Do you actually, personally know any conservatives? Do you really believe that they are as horrible as you say they are? Have you ever just taken the chance, sat down, and just talk with them? You might be surprised to find that they are actually human beings, just like you. You might even be surprised to find that they are exhausted and scared. You might even just discover that they're a lot like you after all.
Which is a nice bit of rhetoric. It's worth deconstructing, slightly. It is, of course, directed at conservatives, not at liberals: the Tweeter and the Tweetee are assumed to agree that LIBERALS don't believe that conservatives are human beings; that LIBERALS as a group don't think conservatives are anything like them; and the LIBERALS, as a point of principle, don't talk to conservatives. In the exact moment of saying "Liberals, don't demonise the other side" the other side is in fact demonising the liberals. They could have framed the question as "do you know any one with the opposite political views to yourself?" But they didn't.
Another man on the internet once wrote that Sigmund Freud spoke of "the Nazism of small differences." Rather ironically this was a Freudian slip: what the great man actually talked about was "the narcissism of small differences". But either way, it is a good point. It's a terrible cliche to say that all the political parties are exactly the same and just as bad as one another. But it is also true that more similar two sides become, the more fervently they hate each other. I seem to recall Monty Python wrote a funny sketch around this point. Labour has moved further and further away from it's original left wing principles; they have in fact found more and more common ground with the Conservative Party. And they are understandably reluctant to admit this. I think this post-Brexit centre-right consensus makes the discourse more poisonous than it needs to be. I have an impression that in the olden days when there real, ideological differences between politicians, there was less need to resort to abuse. Enoch Powell and Tony Benn could afford to have a civilised debate about their massive ideological differences of opinion. David Cameron could at least be open about how much he despised Jeremy Corbyn.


Exercise prompt:
Copy, in full, each line of the material that holds the word "maximize".
++++++
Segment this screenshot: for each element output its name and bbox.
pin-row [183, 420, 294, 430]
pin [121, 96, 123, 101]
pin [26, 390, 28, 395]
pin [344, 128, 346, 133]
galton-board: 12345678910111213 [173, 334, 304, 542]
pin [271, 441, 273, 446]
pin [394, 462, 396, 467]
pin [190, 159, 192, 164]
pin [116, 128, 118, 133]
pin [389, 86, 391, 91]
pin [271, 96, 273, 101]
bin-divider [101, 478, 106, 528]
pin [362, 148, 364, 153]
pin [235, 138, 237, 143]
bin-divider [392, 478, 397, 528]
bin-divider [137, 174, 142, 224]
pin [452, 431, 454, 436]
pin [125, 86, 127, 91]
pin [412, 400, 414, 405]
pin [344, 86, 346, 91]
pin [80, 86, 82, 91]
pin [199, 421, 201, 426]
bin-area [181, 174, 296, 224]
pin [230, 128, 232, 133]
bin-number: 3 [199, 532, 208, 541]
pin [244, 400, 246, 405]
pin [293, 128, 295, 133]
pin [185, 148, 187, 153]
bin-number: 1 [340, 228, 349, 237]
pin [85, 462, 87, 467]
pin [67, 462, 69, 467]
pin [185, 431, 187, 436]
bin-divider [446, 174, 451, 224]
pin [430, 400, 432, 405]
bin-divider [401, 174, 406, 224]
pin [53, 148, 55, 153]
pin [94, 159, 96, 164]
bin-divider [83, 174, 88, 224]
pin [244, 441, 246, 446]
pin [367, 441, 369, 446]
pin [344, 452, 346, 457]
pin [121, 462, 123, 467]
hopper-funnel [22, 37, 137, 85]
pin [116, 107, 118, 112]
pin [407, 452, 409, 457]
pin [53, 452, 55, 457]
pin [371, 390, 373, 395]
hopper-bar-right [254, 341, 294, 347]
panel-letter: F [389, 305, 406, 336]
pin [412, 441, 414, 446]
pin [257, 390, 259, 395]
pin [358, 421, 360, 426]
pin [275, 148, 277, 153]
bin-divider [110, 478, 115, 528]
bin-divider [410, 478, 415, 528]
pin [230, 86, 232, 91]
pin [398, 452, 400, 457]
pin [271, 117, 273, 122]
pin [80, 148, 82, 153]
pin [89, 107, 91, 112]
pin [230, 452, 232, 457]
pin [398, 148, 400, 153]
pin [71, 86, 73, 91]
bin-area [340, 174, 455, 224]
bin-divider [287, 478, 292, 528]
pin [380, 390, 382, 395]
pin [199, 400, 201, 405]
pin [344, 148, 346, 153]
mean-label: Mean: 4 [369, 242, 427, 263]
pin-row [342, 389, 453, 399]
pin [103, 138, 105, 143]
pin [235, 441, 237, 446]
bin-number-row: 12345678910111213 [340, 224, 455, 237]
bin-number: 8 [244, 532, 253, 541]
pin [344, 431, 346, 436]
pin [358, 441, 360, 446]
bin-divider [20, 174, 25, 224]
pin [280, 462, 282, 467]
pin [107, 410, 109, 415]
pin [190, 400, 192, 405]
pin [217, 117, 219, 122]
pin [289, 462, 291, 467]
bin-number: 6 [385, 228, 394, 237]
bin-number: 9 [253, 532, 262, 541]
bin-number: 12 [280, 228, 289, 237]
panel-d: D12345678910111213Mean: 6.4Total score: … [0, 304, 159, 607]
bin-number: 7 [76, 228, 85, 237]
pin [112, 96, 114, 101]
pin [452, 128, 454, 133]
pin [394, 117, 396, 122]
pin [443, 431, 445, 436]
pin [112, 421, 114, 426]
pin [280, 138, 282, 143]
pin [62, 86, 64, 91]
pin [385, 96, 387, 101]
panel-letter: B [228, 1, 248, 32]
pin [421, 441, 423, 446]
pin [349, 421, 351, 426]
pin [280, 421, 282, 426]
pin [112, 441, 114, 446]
++++++
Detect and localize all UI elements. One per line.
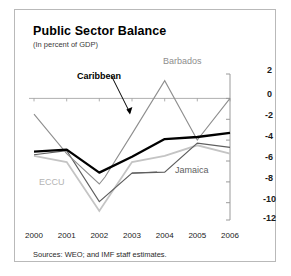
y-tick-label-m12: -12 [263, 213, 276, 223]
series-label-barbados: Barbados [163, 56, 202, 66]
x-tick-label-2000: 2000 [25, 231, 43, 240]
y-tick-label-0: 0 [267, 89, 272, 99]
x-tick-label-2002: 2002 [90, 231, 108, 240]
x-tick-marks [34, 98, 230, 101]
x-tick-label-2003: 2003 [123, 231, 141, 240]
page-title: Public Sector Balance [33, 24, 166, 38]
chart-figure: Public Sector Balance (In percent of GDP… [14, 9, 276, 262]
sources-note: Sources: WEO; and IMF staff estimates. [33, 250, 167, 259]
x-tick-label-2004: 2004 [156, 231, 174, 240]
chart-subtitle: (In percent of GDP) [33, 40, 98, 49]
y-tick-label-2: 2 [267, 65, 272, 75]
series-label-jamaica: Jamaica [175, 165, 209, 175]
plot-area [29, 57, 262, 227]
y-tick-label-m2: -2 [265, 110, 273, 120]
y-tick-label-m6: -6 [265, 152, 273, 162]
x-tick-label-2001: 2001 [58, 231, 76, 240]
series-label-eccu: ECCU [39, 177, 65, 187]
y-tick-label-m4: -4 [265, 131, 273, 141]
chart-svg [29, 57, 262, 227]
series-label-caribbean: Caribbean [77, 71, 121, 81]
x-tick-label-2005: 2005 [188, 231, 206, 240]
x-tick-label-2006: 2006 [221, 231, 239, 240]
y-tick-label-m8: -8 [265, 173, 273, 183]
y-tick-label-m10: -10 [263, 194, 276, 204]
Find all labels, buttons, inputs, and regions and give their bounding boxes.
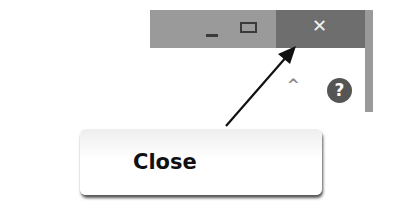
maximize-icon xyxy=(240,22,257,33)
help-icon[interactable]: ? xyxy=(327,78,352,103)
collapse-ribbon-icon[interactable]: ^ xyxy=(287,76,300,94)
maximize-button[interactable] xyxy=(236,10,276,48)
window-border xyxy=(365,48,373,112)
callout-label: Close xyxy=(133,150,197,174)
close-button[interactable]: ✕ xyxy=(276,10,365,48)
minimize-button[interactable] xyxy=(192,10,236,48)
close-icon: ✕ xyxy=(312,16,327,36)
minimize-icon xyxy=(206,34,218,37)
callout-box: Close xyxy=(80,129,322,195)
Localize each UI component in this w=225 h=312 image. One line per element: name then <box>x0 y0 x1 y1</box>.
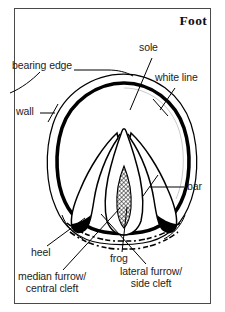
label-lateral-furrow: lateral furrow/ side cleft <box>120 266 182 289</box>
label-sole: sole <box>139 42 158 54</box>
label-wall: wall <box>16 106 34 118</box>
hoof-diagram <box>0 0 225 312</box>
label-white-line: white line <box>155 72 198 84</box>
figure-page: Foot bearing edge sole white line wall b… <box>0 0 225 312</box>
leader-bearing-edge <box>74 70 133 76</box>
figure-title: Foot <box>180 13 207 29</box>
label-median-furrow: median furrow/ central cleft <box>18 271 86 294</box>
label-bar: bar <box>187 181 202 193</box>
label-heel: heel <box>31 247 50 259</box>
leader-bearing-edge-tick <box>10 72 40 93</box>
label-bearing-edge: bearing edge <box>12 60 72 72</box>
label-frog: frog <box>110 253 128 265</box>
++++++
Task output:
maximize-icon xyxy=(240,22,257,33)
maximize-button[interactable] xyxy=(236,10,276,48)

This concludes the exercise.